The One Word You Should Always Return To

By Greer Macallister  |  November 4, 2019  | 

Sometimes the words just flow, right? And then there are the other times.

The stops and starts. The rough going. The flabby, ugly, dark middle of the process, where you’ve spent all the energy and excitement of beginning but haven’t yet arrived at the stage where you know there’s something really valuable and wonderful, not quite done yet, but you can see how you get there from where you are.

The middle can be so painful and it can last for a really, really long time.

I’ve been in the middle of my WIP for a while, and it’s been… let’s say tough. The main issue is that this book has required far, far more research than my other work, and while I strongly prefer to research and then write and then research again, I’ve had to move forward with writing this book while I’m still researching, and that introduces all sorts of challenges into a process that’s already, at least in my case, pretty challenging.

But I feel like I’ve turned a corner at last, and the breakthrough came from a place I wouldn’t have expected: the non-novel writing that I do. It’s particularly hard to make time for when I’m under a tight deadline for my fiction, but in this case, thank goodness I did. I was reading about lit-to-screen adaptations for a list I pulled together for the Chicago Review of Books, and in reading critics’ thoughts on various adaptations, the question that came up over and over was this: Why?  

Why did Greta Gerwig feel compelled to adapt Little Women when that ground has been trod and trod and trod? Why did Edward Norton make the choices he made in his long-time-coming version of Motherless Brooklyn? Was there really a good reason for HBO to make an extremely expensive, hours-long version of His Dark Materials? And it got me thinking.

How long had it been since I’d simply asked myself Why?

Then the ideas started flowing. I need to ask myself not what my characters were doing, but why they were doing it. Who they were and how that drives them. And why was I writing this book in the first place? (Besides the obvious answer, which is that I came up with the idea for the book and pitched it to my publisher and they paid me to write it, which is a totally valid answer, but not a complete one.)

Viewed through the lens of why, the shapeless, meandering form of the novel came much clearer. I realized how I needed to write differently about the characters–an ensemble of more than a dozen, my largest cast yet–to bring the reader along. And I remembered what I found most compelling about the idea when it first occurred to me, the book I want to write, the story I want to tell.

So this is my new strategy whenever my energy flags. I stop what I’m doing. I look at the problem or challenge facing me. And I ask myself Why? And I listen, really listen, to my own answer.

Q: How do you move forward through the rough middle of a manuscript, or motivate yourself when you feel stuck?

Posted in

4 Comments

  1. Vijaya on November 4, 2019 at 9:12 am

    This is so great, Greer, and yay for climbing out of the murky middle. I usually have two documents while drafting and one of them is for talking/writing myself through it–and why, why, why is always the question that helps me to get to the heart of things. The other document is the actual draft :)



  2. Elaine Burnes on November 4, 2019 at 9:51 am

    I crawled my way through the middle of my WIP’s 2nd draft and am now stymied by the beginning of it for the 3rd draft. I’d hoped it would become clearer with #2 done, but it’s worse! So many possibilities! This made me realize that when I’m stuck, I can usually ask my protagonist what to do. I’ll try that. Thanks!



  3. Christine Venzon on November 4, 2019 at 4:28 pm

    Great post, Greer. “Why?” is such an essential element of a story, yet I often forget or stray from a character’s motivation — or, more likely, I’m not really clear about it in my own mind to start with. Thanks.



  4. Davida Chazan on November 7, 2019 at 12:10 pm

    To which the answer is often… why not?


*What to produce:*
The entries that follow must be written out exactly, without any of the pictures they contain.

--- START ---

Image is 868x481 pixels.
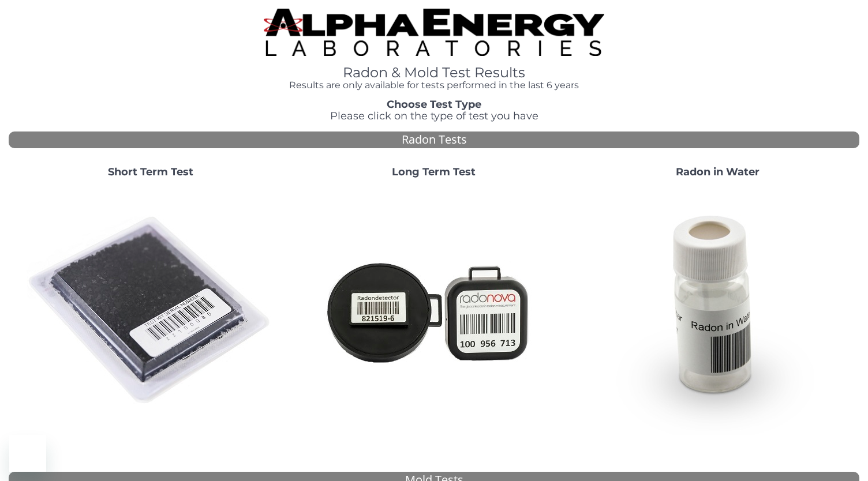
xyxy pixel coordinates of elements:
[9,131,859,149] div: Radon Tests
[331,109,538,123] span: Please click on the type of test you have
[263,9,605,56] img: TightCrop.jpg
[675,166,760,178] strong: Radon in Water
[27,187,275,435] img: ShortTerm.jpg
[593,187,841,435] img: RadoninWater.jpg
[263,80,605,91] h4: Results are only available for tests performed in the last 6 years
[263,65,605,80] h1: Radon & Mold Test Results
[10,435,46,472] iframe: Button to launch messaging window
[309,187,558,435] img: Radtrak2vsRadtrak3.jpg
[108,166,194,178] strong: Short Term Test
[387,98,481,111] strong: Choose Test Type
[392,166,475,178] strong: Long Term Test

--- END ---

*Task solution:*
Image is 868x481 pixels.
xyxy pixel coordinates of elements:
[9,131,859,149] div: Radon Tests
[331,109,538,123] span: Please click on the type of test you have
[263,9,605,56] img: TightCrop.jpg
[675,166,760,178] strong: Radon in Water
[27,187,275,435] img: ShortTerm.jpg
[593,187,841,435] img: RadoninWater.jpg
[263,80,605,91] h4: Results are only available for tests performed in the last 6 years
[263,65,605,80] h1: Radon & Mold Test Results
[10,435,46,472] iframe: Button to launch messaging window
[309,187,558,435] img: Radtrak2vsRadtrak3.jpg
[108,166,194,178] strong: Short Term Test
[387,98,481,111] strong: Choose Test Type
[392,166,475,178] strong: Long Term Test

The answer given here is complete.